George Lakey’s first arrest was for a sit-in during a civil rights campaign in 1963, while he was studying at the University of Pennsylvania. Previously he’d been active in demonstrations with the Congress of Racial Equality, although his history goes back to age twelve when he lost his career as a boy preacher in his white evangelical church by preaching that racial equality is God’s will.

With Martin Oppenheimer he wrote A Manual for Direct Action (1964) for the civil rights movement. MLK's daughter, Rev. Dr. Bernice A. King, later described that book as “literally a lifesaver for many during the height of the struggle for black freedom and dignity.”

Also in 1964, he joined the training staff for Mississippi Freedom Summer, in which nearly a thousand students from the North went to Mississippi to lead Freedom Schools and do voter registration. After helping design an activist curriculum with civil rights leaders Bayard Rustin, James Farmer and others, he taught at the Martin Luther King, Jr., School of Social Change at Crozer Theological Seminary, assisting young civil rights workers from the front lines to increase their leadership skills.

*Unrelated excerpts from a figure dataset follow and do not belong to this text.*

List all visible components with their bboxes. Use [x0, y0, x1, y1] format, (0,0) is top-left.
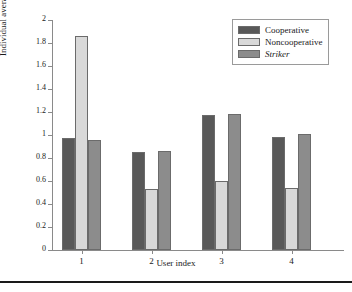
y-tick-label: 0.2 — [36, 221, 46, 231]
legend-label-striker: Striker — [265, 49, 290, 60]
bar-striker-user-1 — [88, 140, 101, 250]
bar-cooperative-user-2 — [132, 152, 145, 250]
x-axis-title: User index — [0, 258, 352, 269]
chart-legend: CooperativeNoncooperativeStriker — [232, 19, 329, 65]
y-tick-mark — [48, 158, 53, 159]
bar-cooperative-user-3 — [202, 115, 215, 250]
y-tick-label: 0 — [42, 244, 46, 254]
legend-item-striker: Striker — [238, 48, 322, 60]
y-tick-mark — [48, 43, 53, 44]
y-tick-label: 1.4 — [36, 83, 46, 93]
y-tick-label: 0.8 — [36, 152, 46, 162]
bar-cooperative-user-1 — [62, 138, 75, 250]
y-tick-mark — [48, 250, 53, 251]
y-tick-mark — [48, 112, 53, 113]
y-tick-label: 1.6 — [36, 60, 46, 70]
bar-noncooperative-user-1 — [75, 36, 88, 250]
x-tick-mark-3 — [222, 250, 223, 254]
legend-label-noncooperative: Noncooperative — [265, 37, 322, 48]
bar-noncooperative-user-4 — [285, 188, 298, 250]
y-tick-label: 1 — [42, 129, 46, 139]
legend-label-cooperative: Cooperative — [265, 25, 309, 36]
bottom-divider — [0, 281, 352, 283]
bar-cooperative-user-4 — [272, 137, 285, 250]
x-tick-mark-1 — [82, 250, 83, 254]
legend-item-cooperative: Cooperative — [238, 24, 322, 36]
bar-noncooperative-user-3 — [215, 181, 228, 250]
legend-swatch-striker — [238, 50, 260, 58]
y-tick-label: 0.6 — [36, 175, 46, 185]
bar-striker-user-2 — [158, 151, 171, 250]
y-tick-label: 0.4 — [36, 198, 46, 208]
legend-swatch-cooperative — [238, 26, 260, 34]
x-axis-line — [52, 250, 344, 251]
x-tick-mark-2 — [152, 250, 153, 254]
legend-item-noncooperative: Noncooperative — [238, 36, 322, 48]
bar-striker-user-4 — [298, 134, 311, 250]
bar-striker-user-3 — [228, 114, 241, 250]
y-tick-mark — [48, 89, 53, 90]
y-tick-mark — [48, 135, 53, 136]
y-tick-mark — [48, 227, 53, 228]
y-axis-title: Individual average data rate — [0, 0, 9, 56]
bar-noncooperative-user-2 — [145, 189, 158, 250]
figure-bar-chart: 00.20.40.60.811.21.41.61.82 1234 Individ… — [0, 0, 352, 292]
legend-swatch-noncooperative — [238, 38, 260, 46]
y-tick-mark — [48, 204, 53, 205]
y-tick-label: 2 — [42, 14, 46, 24]
y-tick-mark — [48, 66, 53, 67]
y-tick-mark — [48, 181, 53, 182]
y-tick-mark — [48, 20, 53, 21]
y-tick-label: 1.2 — [36, 106, 46, 116]
x-tick-mark-4 — [292, 250, 293, 254]
y-tick-label: 1.8 — [36, 37, 46, 47]
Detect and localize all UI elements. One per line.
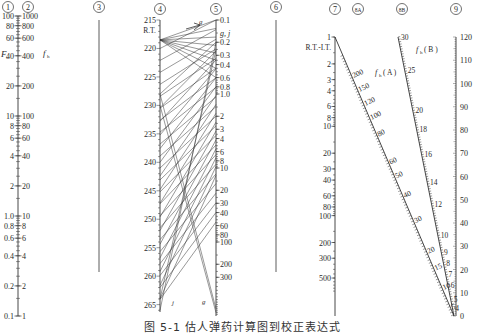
- axis-4-tick-label: 235: [144, 130, 156, 139]
- axis-7-tick-label: 80: [323, 203, 331, 212]
- axis-1-tick-label: 8: [10, 122, 14, 131]
- axis-8A-tick-label: 200: [351, 67, 365, 80]
- axis-2-tick-label: 600: [22, 34, 34, 43]
- axis-5-tick-label: 2: [220, 112, 224, 121]
- axis-1-tick-label: 10: [6, 112, 14, 121]
- axis-2-tick-label: 80: [22, 122, 30, 131]
- svg-text:h: h: [379, 73, 382, 78]
- axis-8B-tick-label: 6: [451, 281, 455, 290]
- axis-2-tick-label: 8: [22, 222, 26, 231]
- axis-7-tick-label: 3: [327, 76, 331, 85]
- axis-1-tick-label: 0.8: [4, 222, 14, 231]
- svg-text:g, j: g, j: [220, 29, 231, 38]
- axis-7-tick-label: 1: [327, 33, 331, 42]
- axis-4-tick-label: 245: [144, 187, 156, 196]
- svg-text:h: h: [420, 50, 423, 55]
- axis-1-2: [15, 16, 22, 316]
- svg-text:s: s: [6, 55, 8, 60]
- axis-5-tick-label: 300: [220, 273, 232, 282]
- axis-5-tick-label: 40: [220, 209, 228, 218]
- axis-4-tick-label: 225: [144, 73, 156, 82]
- axis-5-tick-label: 1.0: [220, 90, 230, 99]
- axis-4-tick-label: 260: [144, 272, 156, 281]
- svg-text:8B: 8B: [399, 7, 406, 13]
- axis-9-circle-label: 9: [451, 4, 462, 15]
- svg-text:j: j: [171, 299, 174, 307]
- axis-1-tick-label: 0.2: [4, 282, 14, 291]
- axis-7-tick-label: 4: [327, 87, 331, 96]
- axis-1-tick-label: 2: [10, 182, 14, 191]
- axis-8B-tick-label: 25: [408, 66, 416, 75]
- axis-5-tick-label: 200: [220, 260, 232, 269]
- axis-2-tick-label: 20: [22, 182, 30, 191]
- svg-text:9: 9: [454, 5, 458, 14]
- axis-2-circle-label: 2: [23, 2, 34, 13]
- axis-4-circle-label: 4: [155, 4, 166, 15]
- axis-2-tick-label: 40: [22, 152, 30, 161]
- axis-7-tick-label: 40: [323, 176, 331, 185]
- axis-8B-tick-label: 20: [416, 106, 424, 115]
- axis-1-tick-label: 100: [2, 12, 14, 21]
- svg-text:6: 6: [274, 3, 278, 12]
- axis-7-tick-label: 200: [319, 239, 331, 248]
- axis-5-tick-label: 6: [220, 148, 224, 157]
- axis-4-tick-label: 220: [144, 44, 156, 53]
- axis-2-tick-label: 6: [22, 234, 26, 243]
- axis-9-tick-label: 100: [460, 80, 472, 89]
- axis-2-tick-label: 10: [22, 212, 30, 221]
- axis-7-tick-label: 60: [323, 192, 331, 201]
- axis-8B-tick-label: 14: [430, 178, 438, 187]
- svg-text:R.T.: R.T.: [143, 26, 156, 35]
- svg-text:3: 3: [97, 3, 101, 12]
- svg-text:2: 2: [26, 3, 30, 12]
- axis-4-tick-label: 265: [144, 301, 156, 310]
- axis-9-tick-label: 50: [460, 196, 468, 205]
- nomograph-diagram: 1001000808006060040400202001010088066044…: [0, 0, 485, 335]
- axis-2-tick-label: 200: [22, 82, 34, 91]
- axis-5: [216, 20, 220, 316]
- svg-text:R.T.-I.T.: R.T.-I.T.: [305, 43, 331, 52]
- axis-9-tick-label: 90: [460, 103, 468, 112]
- axis-8A-tick-label: 150: [357, 81, 371, 94]
- axis-5-tick-label: 100: [220, 238, 232, 247]
- axis-9-tick-label: 20: [460, 266, 468, 275]
- axis-5-tick-label: 0.6: [220, 74, 230, 83]
- axis-9-tick-label: 80: [460, 126, 468, 135]
- axis-8B-tick-label: 7: [449, 270, 453, 279]
- axis-4-tick-label: 230: [144, 101, 156, 110]
- labels-layer: 1001000808006060040400202001010088066044…: [0, 2, 472, 322]
- axis-8B-tick-label: 4: [455, 304, 459, 313]
- svg-text:7: 7: [333, 5, 337, 14]
- axis-5-tick-label: 0.2: [220, 38, 230, 47]
- axis-8A-circle-label: 8A: [353, 4, 364, 15]
- axis-2-tick-label: 60: [22, 134, 30, 143]
- axis-5-tick-label: 4: [220, 135, 224, 144]
- svg-text:8A: 8A: [355, 7, 362, 13]
- axis-4-tick-label: 250: [144, 215, 156, 224]
- axis-8B-circle-label: 8B: [397, 4, 408, 15]
- axis-1-tick-label: 1.0: [4, 212, 14, 221]
- axis-7-tick-label: 20: [323, 149, 331, 158]
- axis-5-tick-label: 30: [220, 199, 228, 208]
- axis-4-tick-label: 215: [144, 16, 156, 25]
- axis-4: [157, 20, 161, 312]
- axis-5-tick-label: 0.4: [220, 61, 230, 70]
- axis-8B-tick-label: 30: [401, 33, 409, 42]
- axis-5-tick-label: 10: [220, 164, 228, 173]
- svg-text:g: g: [202, 298, 206, 306]
- axis-1-tick-label: 80: [6, 22, 14, 31]
- axis-8B-tick-label: 9: [444, 248, 448, 257]
- axis-3-circle-label: 3: [94, 2, 105, 13]
- svg-text:1: 1: [6, 3, 10, 12]
- axis-8B-tick-label: 10: [441, 231, 449, 240]
- svg-text:g: g: [199, 18, 203, 26]
- axis-8B-tick-label: 18: [419, 125, 427, 134]
- axis-9-tick-label: 70: [460, 149, 468, 158]
- axis-5-tick-label: 20: [220, 186, 228, 195]
- axis-1-tick-label: 0.6: [4, 234, 14, 243]
- axis-6-circle-label: 6: [271, 2, 282, 13]
- axis-2-tick-label: 800: [22, 22, 34, 31]
- axis-8B-tick-label: 16: [425, 150, 433, 159]
- axis-5-tick-label: 3: [220, 125, 224, 134]
- axis-7-tick-label: 500: [319, 274, 331, 283]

Supplementing movement learning by taking advanced studies in sociology, Lakey has written a series of articles and books on the theory and strategy of nonviolent struggle. He taught at the University of Pennsylvania and launched Training for Change. He led over 1500 workshops on five continents, including work with the African National Congress and in the civil rights movements of Zimbabwe, Taiwan, and Myanmar. In 2006 Swarthmore College invited him to become Eugene M. Lang Visiting Professor for Issues in Social Change, where he created an on-line database of over 1000 cases of nonviolent campaigns in nearly 200 countries, including dozens of campaigns from the classic period of the U.S. civil rights movement, 1955-68. He is a recipient of the Paul Robeson Social Justice Award and the Martin Luther King, Jr. Peace Award.

His eleventh book is his memoir, Dancing with History: A Life for Peace and Justice (Seven Stories Press, 2022).